Roy S. Herbst, MD, PhD, professor of Medicine, chief of Medical Oncology, Yale Cancer Center and Smilow Cancer Hospital, chair of the SITC Cancer Immunotherapy Guidelines NSCLC Subcommittee, discusses key immunotherapy findings in non—small cell lung cancer, presented at the 2018 ASCO Annual Meeting.
Data presented at the 2018 ASCO Annual Meeting, though somewhat incremental, were practice-changing, explains Herbst. Data were presented on the KEYNOTE-042 and KEYNOTE-407 trials. KEYNOTE-042 looked at the use of pembrolizumab (Keytruda) monotherapy versus chemotherapy in patients with ³1% PD-L1 expression. The trial was positive with a reported hazard ratio (HR) of 0.81 across patient subgroups. That means that patients are better off getting immunotherapy versus chemotherapy, Herbst says.
However, Herbst explains that further investigation into the group with high PD-L1 expression revealed that the HR was 0.69. Whereas, the group with low PD-L1 expression reflected a HR of 0.92. Therefore, most of the benefit was driven by the patients with high PD-L1 expression.

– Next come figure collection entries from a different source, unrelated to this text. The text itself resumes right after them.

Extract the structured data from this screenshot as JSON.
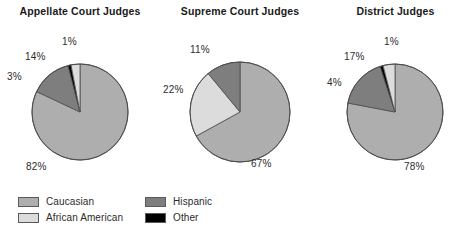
{
  "figure": {
    "background": "#ffffff",
    "palette": {
      "caucasian": "#aeaeae",
      "african_american": "#dcdcdc",
      "hispanic": "#7e7e7e",
      "other": "#000000",
      "outline": "#4d4d4d"
    }
  },
  "chart_data": [
    {
      "type": "pie",
      "title": "Appellate Court Judges",
      "categories": [
        "Caucasian",
        "Hispanic",
        "Other",
        "African American"
      ],
      "values": [
        82,
        14,
        1,
        3
      ],
      "labels": [
        "82%",
        "14%",
        "1%",
        "3%"
      ],
      "legend_position": "bottom",
      "start_angle": 0,
      "direction": "clockwise"
    },
    {
      "type": "pie",
      "title": "Supreme Court Judges",
      "categories": [
        "Caucasian",
        "African American",
        "Hispanic"
      ],
      "values": [
        67,
        22,
        11
      ],
      "labels": [
        "67%",
        "22%",
        "11%"
      ],
      "legend_position": "bottom",
      "start_angle": 0,
      "direction": "clockwise"
    },
    {
      "type": "pie",
      "title": "District Judges",
      "categories": [
        "Caucasian",
        "Hispanic",
        "Other",
        "African American"
      ],
      "values": [
        78,
        17,
        1,
        4
      ],
      "labels": [
        "78%",
        "17%",
        "1%",
        "4%"
      ],
      "legend_position": "bottom",
      "start_angle": 0,
      "direction": "clockwise"
    }
  ],
  "charts": [
    {
      "title": "Appellate Court Judges",
      "slice_labels": [
        {
          "text": "1%",
          "x": 62,
          "y": 36
        },
        {
          "text": "14%",
          "x": 25,
          "y": 51
        },
        {
          "text": "3%",
          "x": 7,
          "y": 71
        },
        {
          "text": "82%",
          "x": 26,
          "y": 161
        }
      ]
    },
    {
      "title": "Supreme Court Judges",
      "slice_labels": [
        {
          "text": "11%",
          "x": 30,
          "y": 44
        },
        {
          "text": "22%",
          "x": 3,
          "y": 84
        },
        {
          "text": "67%",
          "x": 91,
          "y": 158
        }
      ]
    },
    {
      "title": "District Judges",
      "slice_labels": [
        {
          "text": "1%",
          "x": 64,
          "y": 36
        },
        {
          "text": "17%",
          "x": 24,
          "y": 51
        },
        {
          "text": "4%",
          "x": 7,
          "y": 77
        },
        {
          "text": "78%",
          "x": 84,
          "y": 161
        }
      ]
    }
  ],
  "legend": {
    "items": [
      {
        "label": "Caucasian",
        "color": "#aeaeae",
        "row": 0,
        "col": 0
      },
      {
        "label": "Hispanic",
        "color": "#7e7e7e",
        "row": 0,
        "col": 1
      },
      {
        "label": "African American",
        "color": "#dcdcdc",
        "row": 1,
        "col": 0
      },
      {
        "label": "Other",
        "color": "#000000",
        "row": 1,
        "col": 1
      }
    ]
  }
}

The trial serves as an endorsement for the use of immunotherapy in these patients, but Herbst says that he might consider giving a combination.
Also presented at the 2018 ASCO Annual Meeting was the KEYNOTE-407 trial in squamous cell carcinoma. That trial looked at the use of frontline carboplatin and paclitaxel or nab-paclitaxel (Abraxane) with or without pembrolizumab across all PD-L1 expressers. The HR was 0.64. The same holds true for patients with nonsquamous carcinoma, based on the results of the KEYNOTE-189 trial. This leaves physicians to believe that combination chemotherapy and immunotherapy will be the predominant treatment moving forward, Herbst says.